After the Reserve Bank cut its short-term lending and borrowing rates by 0.5 per cent each recently, many leading state-owned lenders and a few private sector banks had reduced their lending rates to pass on the benefit of the RBI cuts to their customers.
These banks include State Bank of India, Central Bank, Union Bank of India, Bank of India and ICICI Bank.
Heeding to the apex bank's call to cut lending rates, SBI and Central Bank had frozen its home loan rate at eight per cent for a period of one year, followed by a few private sector lenders, including India's second largest ICICI Bank.
Announcing the rate reduction today, Karnad said that HDFC has seen its costs declining, primarily owing to improved operational efficiency and a good quality portfolio.
Also, the recent reduction in Reserve Bank's policy rates has created adequate liquidity in the banking system, which had a positive impact on the cost of funds, Karnad said.
"HDFC continues to efficiently manage its liabilities and reprice its debts. In the current environment there is a time-gap between the reduction in the marginal cost of funds and the portfolio cost," Karnad said.

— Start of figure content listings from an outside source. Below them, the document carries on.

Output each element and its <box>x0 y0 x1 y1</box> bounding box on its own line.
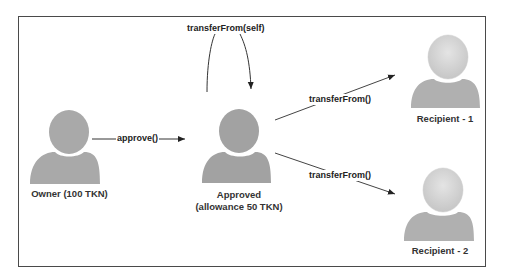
self-transfer-edge-label: transferFrom(self) <box>186 23 266 34</box>
self-loop-arrow-start <box>207 34 215 92</box>
approved-person-icon <box>202 109 271 183</box>
owner-person-icon <box>30 110 100 184</box>
recipient-1-person-icon <box>411 35 480 108</box>
recipient-1-edge-label: transferFrom() <box>308 94 372 105</box>
approved-allowance-label: (allowance 50 TKN) <box>186 201 292 213</box>
diagram-canvas <box>0 0 505 279</box>
approved-label: Approved <box>186 189 292 201</box>
recipient-2-label: Recipient - 2 <box>400 245 480 257</box>
approve-edge-label: approve() <box>116 133 159 144</box>
recipient-2-edge-label: transferFrom() <box>308 170 372 181</box>
recipient-2-person-icon <box>404 168 474 241</box>
self-loop-arrow-end <box>240 34 251 89</box>
owner-label: Owner (100 TKN) <box>22 188 117 200</box>
recipient-1-label: Recipient - 1 <box>405 113 485 125</box>
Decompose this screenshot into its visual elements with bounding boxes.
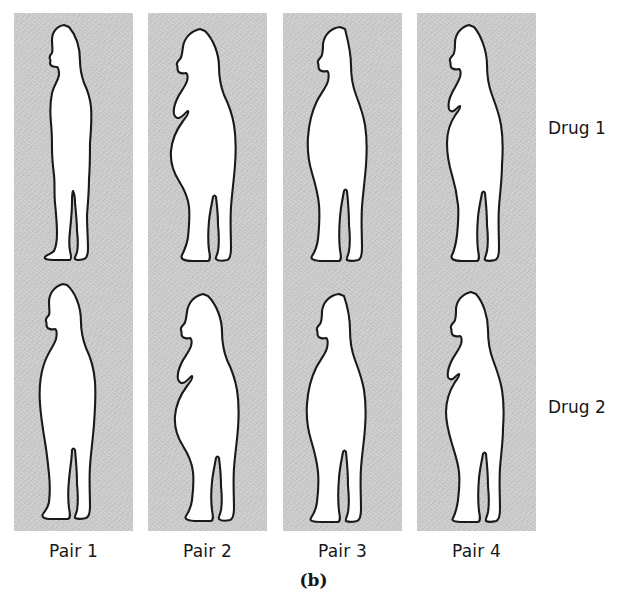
human-silhouette-medium-male-icon xyxy=(40,284,96,519)
figure-pair1-drug2 xyxy=(14,272,133,531)
row-label-drug-2: Drug 2 xyxy=(548,397,606,417)
figure-pair3-drug1 xyxy=(283,13,402,272)
human-silhouette-medium-female-icon xyxy=(446,292,504,522)
pair-label-4: Pair 4 xyxy=(417,541,536,561)
figure-pair1-drug1 xyxy=(14,13,133,272)
human-silhouette-heavy-male-icon xyxy=(307,294,366,522)
pair-label-3: Pair 3 xyxy=(283,541,402,561)
figure-b-root: Pair 1 Pair 2 Pair 3 Pair 4 Drug 1 Drug … xyxy=(0,0,627,608)
row-label-drug-1: Drug 1 xyxy=(548,118,606,138)
pair-column-3 xyxy=(283,13,402,531)
figure-pair3-drug2 xyxy=(283,272,402,531)
human-silhouette-heavy-female-icon xyxy=(175,294,239,521)
pair-column-4 xyxy=(417,13,536,531)
figure-pair2-drug1 xyxy=(148,13,267,272)
pair-column-2 xyxy=(148,13,267,531)
pair-column-1 xyxy=(14,13,133,531)
human-silhouette-heavy-male-icon xyxy=(308,27,367,261)
pair-label-2: Pair 2 xyxy=(148,541,267,561)
pair-label-1: Pair 1 xyxy=(14,541,133,561)
figure-pair4-drug2 xyxy=(417,272,536,531)
figure-pair2-drug2 xyxy=(148,272,267,531)
human-silhouette-slim-male-icon xyxy=(45,25,92,260)
subfigure-caption: (b) xyxy=(0,570,627,590)
human-silhouette-slim-female-icon xyxy=(447,25,503,261)
figure-pair4-drug1 xyxy=(417,13,536,272)
human-silhouette-heavy-female-icon xyxy=(171,29,236,261)
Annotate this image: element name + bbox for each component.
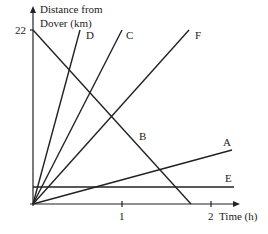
tick-label-22: 22 — [15, 24, 26, 36]
series-label-E: E — [225, 172, 232, 184]
series-label-A: A — [223, 136, 231, 148]
tick-label-2: 2 — [208, 210, 214, 222]
tick-label-1: 1 — [119, 210, 125, 222]
x-axis-arrow-icon — [233, 201, 240, 207]
series-label-D: D — [86, 29, 94, 41]
distance-time-graph: Distance from Dover (km) 22 1 2 Time (h)… — [0, 0, 268, 234]
series-lines — [33, 30, 234, 204]
line-C — [33, 30, 122, 204]
y-axis-label-line2: Dover (km) — [40, 17, 92, 30]
y-axis-arrow-icon — [30, 6, 36, 13]
x-axis-label: Time (h) — [219, 210, 258, 223]
series-label-C: C — [126, 29, 133, 41]
line-A — [33, 150, 232, 204]
y-axis-label-line1: Distance from — [40, 3, 103, 15]
series-label-F: F — [195, 29, 201, 41]
series-label-B: B — [139, 130, 146, 142]
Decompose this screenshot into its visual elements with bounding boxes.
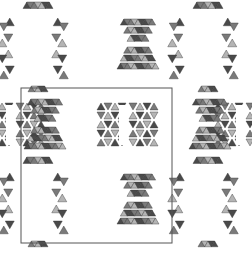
polyhedral-cluster	[97, 103, 158, 146]
polyhedral-cluster	[117, 174, 159, 224]
polyhedral-cluster	[168, 157, 239, 247]
polyhedral-cluster	[0, 2, 68, 92]
polyhedral-cluster	[24, 99, 66, 149]
polyhedral-cluster	[0, 157, 68, 247]
structure-canvas	[0, 0, 252, 253]
crystal-structure-diagram: Polyhedral crystal structure projection …	[0, 0, 252, 253]
polyhedral-cluster	[168, 2, 239, 92]
polyhedral-cluster	[117, 19, 159, 69]
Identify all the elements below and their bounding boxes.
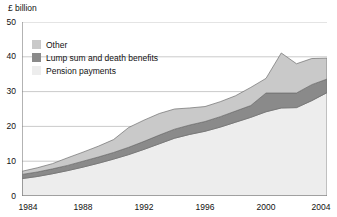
y-axis-unit-label: £ billion <box>8 3 37 13</box>
legend-swatch-pension <box>32 66 41 75</box>
chart-legend: OtherLump sum and death benefitsPension … <box>32 39 158 76</box>
legend-item-label: Other <box>46 40 67 50</box>
y-tick-label-10: 10 <box>0 157 16 166</box>
y-tick-label-20: 20 <box>0 122 16 131</box>
stacked-area-chart: £ billion 01020304050 198419881992199620… <box>0 0 337 217</box>
legend-item: Other <box>32 39 158 50</box>
y-tick-label-0: 0 <box>0 192 16 201</box>
legend-item-label: Lump sum and death benefits <box>46 53 158 63</box>
legend-swatch-lump-sum <box>32 53 41 62</box>
x-tick-label-2000: 2000 <box>249 203 283 212</box>
legend-item: Lump sum and death benefits <box>32 52 158 63</box>
x-tick-label-2004: 2004 <box>304 203 337 212</box>
x-tick-label-1988: 1988 <box>66 203 100 212</box>
y-tick-label-40: 40 <box>0 52 16 61</box>
legend-item: Pension payments <box>32 65 158 76</box>
legend-swatch-other <box>32 40 41 49</box>
y-tick-label-30: 30 <box>0 87 16 96</box>
legend-item-label: Pension payments <box>46 66 116 76</box>
x-tick-label-1996: 1996 <box>188 203 222 212</box>
y-tick-label-50: 50 <box>0 18 16 27</box>
x-tick-label-1984: 1984 <box>11 203 45 212</box>
x-tick-label-1992: 1992 <box>127 203 161 212</box>
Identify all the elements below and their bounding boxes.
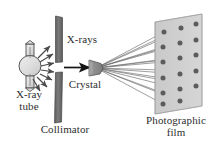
xray-tube-graphic <box>19 41 54 92</box>
diffraction-spot <box>194 84 199 89</box>
diffraction-spot <box>161 76 166 81</box>
diffraction-spot <box>194 22 199 27</box>
diffraction-spot <box>194 38 199 43</box>
diffraction-spot <box>161 91 166 96</box>
diffraction-spot <box>178 41 183 46</box>
diffraction-spot <box>194 53 199 58</box>
label-crystal: Crystal <box>59 79 111 91</box>
diffraction-spot <box>178 87 183 92</box>
figure-canvas: X-rays Crystal X-ray tube Collimator Pho… <box>0 0 214 150</box>
label-xrays: X-rays <box>57 34 107 46</box>
diffraction-spot <box>178 72 183 77</box>
diffraction-spot <box>178 99 183 104</box>
diffraction-spot <box>161 45 166 50</box>
xray-tube-bulb <box>19 56 41 77</box>
diffraction-spot <box>179 26 184 31</box>
label-photographic-film: Photographic film <box>138 115 214 138</box>
label-collimator: Collimator <box>26 124 104 136</box>
diffraction-spot <box>194 69 199 74</box>
diffraction-spot <box>162 30 167 35</box>
diffraction-spot <box>161 102 166 107</box>
label-xray-tube: X-ray tube <box>4 89 54 112</box>
diffraction-spot <box>178 56 183 61</box>
diffraction-spot <box>161 60 166 65</box>
xray-tube-top-cap <box>25 41 34 45</box>
collimator-graphic <box>55 16 63 123</box>
crystal-graphic <box>89 60 103 76</box>
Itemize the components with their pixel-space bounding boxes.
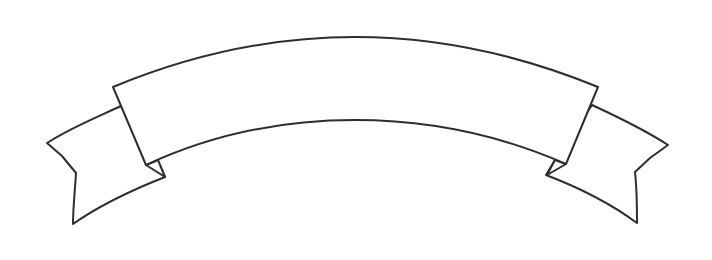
ribbon-banner [0,0,712,260]
ribbon-main-band [113,37,598,165]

The recent monetary and fiscal actions coupled with correction in propoerty prices have resulted in an increased interest from first-time house buyers in the recent past, Karnad said.
HDFC has also reduced the lending rate on existing loans to Non-Resident Indians (NRIs).
Early this month, HDFC had reduced its deposit rates across different tenures. On an incremental basis, retail deposits during April-December, 2008, formed 55 per cent of HDFC's funding requirements.
HDFC's loan approvals, during the April-December 2008 period, amounted to Rs 33,820-crore, up 15 per cent, as against Rs 29,376-crore in the year-ago period.
Total loan disbursements, during this period, stood at Rs 27,211 crore, up 22 per cent, as against Rs 22,285 crore in the year-ago period.